Friday, May 05, 2006

An (Evangelical) Mind is a Terrible Thing to Waste

In a passage that challenges evangelical readers on several levels, Dr. Frank Gaebelein, then-Headmaster of the Stony Brook School and a former Co-editor of Christianity Today wrote these words in 1954:

"...But, there are those who tell us, Peter and John were 'unlearned and ignorant men.' So they were, and God by His grace mightily used them. There was, however, another apostle who, instead of being 'unlearned and ignorant,' was one of the finest scholoars of his age. And the influence of Paul, the greatest of all missionaries and the most intellectual of inspired writers, outruns them all.

Nor is Paul the only instance of God's use of consecrated intellect. Augustine, Luther, Calvin, Edwards, Wesley -- all were men of high education who loved learning and used their minds until their work was done. Study the great turning points of Christian history, and in every case you will find behind them solid learning used to the glory of God. With all due honor to Moody and Spurgeon, who lacked formal education but who valued it so highly that they both founded schools, we must acknowledge that Christian history has in the main been made by men of the highest intellectual attainment.

This fact points to the meaning and purpose of Christian education in our own day. It is not a mass movement and never will be. Now as always its raison d'etre is the training of Christian leadership in the whole wide realm of God's truth. The reproach of Christ is one thing, and evangelicalism will always have to bear it; the reproach of obscurantism is another thing, and evangelicalism must make up its mind to stop bearing it. The call today is for a renaissance of evangelical scholarship....

Let us stop being on the defensive. Ours is a view of Scripture, of theology, and of life that is in the mainstream of Christian history. It demands not apology but bold presentation. Our task is not only to outlive and outserve those who do not stand for God's truth; it is also by God's grace to outthink them."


### TASK TO CARRY OUT
Copy, from the data below, each line that has the word "this".

*** SUPPLIED DATA Section Begins ***

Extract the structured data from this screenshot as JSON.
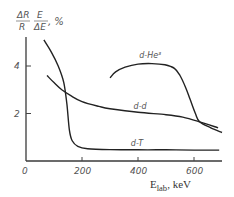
{
  "chart_data": {
    "type": "line",
    "title": "",
    "ylabel": "ΔR/R · E/ΔE, %",
    "ylabel_parts": {
      "frac1_num": "ΔR",
      "frac1_den": "R",
      "frac2_num": "E",
      "frac2_den": "ΔE",
      "unit": ", %"
    },
    "xlabel": "E_lab, keV",
    "xlabel_main": "E",
    "xlabel_sub": "lab",
    "xlabel_unit": ", keV",
    "xlim": [
      0,
      700
    ],
    "ylim": [
      0,
      5.2
    ],
    "x_ticks": [
      0,
      200,
      400,
      600
    ],
    "x_tick_labels": [
      "0",
      "200",
      "400",
      "600"
    ],
    "y_ticks": [
      2,
      4
    ],
    "y_tick_labels": [
      "2",
      "4"
    ],
    "grid": false,
    "legend": "inline labels",
    "series": [
      {
        "name": "d-T",
        "label_pos": [
          410,
          0.62
        ],
        "x": [
          64,
          90,
          115,
          135,
          146,
          155,
          165,
          185,
          220,
          300,
          400,
          500,
          600,
          690
        ],
        "y": [
          5.1,
          4.6,
          4.0,
          3.3,
          2.4,
          1.3,
          0.85,
          0.62,
          0.52,
          0.48,
          0.47,
          0.47,
          0.46,
          0.46
        ]
      },
      {
        "name": "d-d",
        "label_pos": [
          420,
          2.2
        ],
        "x": [
          75,
          100,
          128,
          160,
          200,
          260,
          300,
          400,
          500,
          560,
          620,
          686
        ],
        "y": [
          3.6,
          3.3,
          3.0,
          2.75,
          2.5,
          2.3,
          2.2,
          2.05,
          1.95,
          1.85,
          1.65,
          1.4
        ]
      },
      {
        "name": "d-He³",
        "label_pos": [
          440,
          4.35
        ],
        "x": [
          300,
          320,
          354,
          400,
          450,
          496,
          530,
          550,
          570,
          586,
          605,
          620,
          660,
          700
        ],
        "y": [
          3.5,
          3.75,
          3.95,
          4.08,
          4.1,
          4.05,
          3.9,
          3.6,
          3.1,
          2.6,
          2.0,
          1.65,
          1.4,
          1.2
        ]
      }
    ]
  }
}
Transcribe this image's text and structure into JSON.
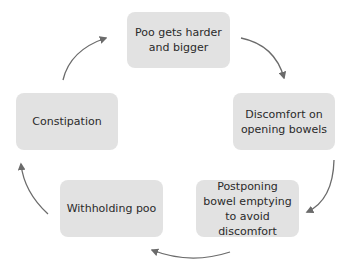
{
  "diagram": {
    "type": "cycle",
    "colors": {
      "box_fill": "#e2e2e2",
      "arrow": "#6b6b6b",
      "text": "#2a2a2a"
    },
    "nodes": [
      {
        "id": "n1",
        "label": "Poo gets harder and bigger"
      },
      {
        "id": "n2",
        "label": "Discomfort on opening bowels"
      },
      {
        "id": "n3",
        "label": "Postponing bowel emptying to avoid discomfort"
      },
      {
        "id": "n4",
        "label": "Withholding poo"
      },
      {
        "id": "n5",
        "label": "Constipation"
      }
    ],
    "edges": [
      {
        "from": "n1",
        "to": "n2"
      },
      {
        "from": "n2",
        "to": "n3"
      },
      {
        "from": "n3",
        "to": "n4"
      },
      {
        "from": "n4",
        "to": "n5"
      },
      {
        "from": "n5",
        "to": "n1"
      }
    ]
  }
}
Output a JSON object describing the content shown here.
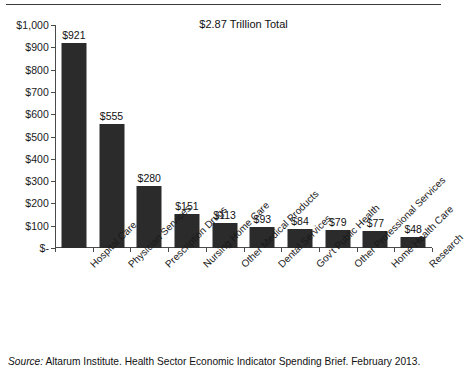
{
  "chart_data": {
    "type": "bar",
    "title": "$2.87 Trillion Total",
    "xlabel": "",
    "ylabel": "",
    "ylim": [
      0,
      1000
    ],
    "grid": false,
    "legend": "none",
    "categories": [
      "Hospital Care",
      "Physician Services",
      "Prescription Drugs",
      "Nursing Home Care",
      "Other Medical Products",
      "Dental Services",
      "Gov't Public Health",
      "Other Professional Services",
      "Home Health Care",
      "Research"
    ],
    "values": [
      921,
      555,
      280,
      151,
      113,
      93,
      84,
      79,
      77,
      48
    ],
    "value_labels": [
      "$921",
      "$555",
      "$280",
      "$151",
      "$113",
      "$93",
      "$84",
      "$79",
      "$77",
      "$48"
    ],
    "ytick_values": [
      0,
      100,
      200,
      300,
      400,
      500,
      600,
      700,
      800,
      900,
      1000
    ],
    "ytick_labels": [
      "$-",
      "$100",
      "$200",
      "$300",
      "$400",
      "$500",
      "$600",
      "$700",
      "$800",
      "$900",
      "$1,000"
    ],
    "bar_color": "#2b2b2b",
    "axis_color": "#4a4a4a"
  },
  "source": {
    "lead": "Source:",
    "text": " Altarum Institute. Health Sector Economic Indicator Spending Brief. February 2013."
  }
}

*** SUPPLIED DATA Section Ends ***

### EXERCISE ANSWER
Extract the structured data from this screenshot as JSON.
Transcribe this image's text and structure into JSON.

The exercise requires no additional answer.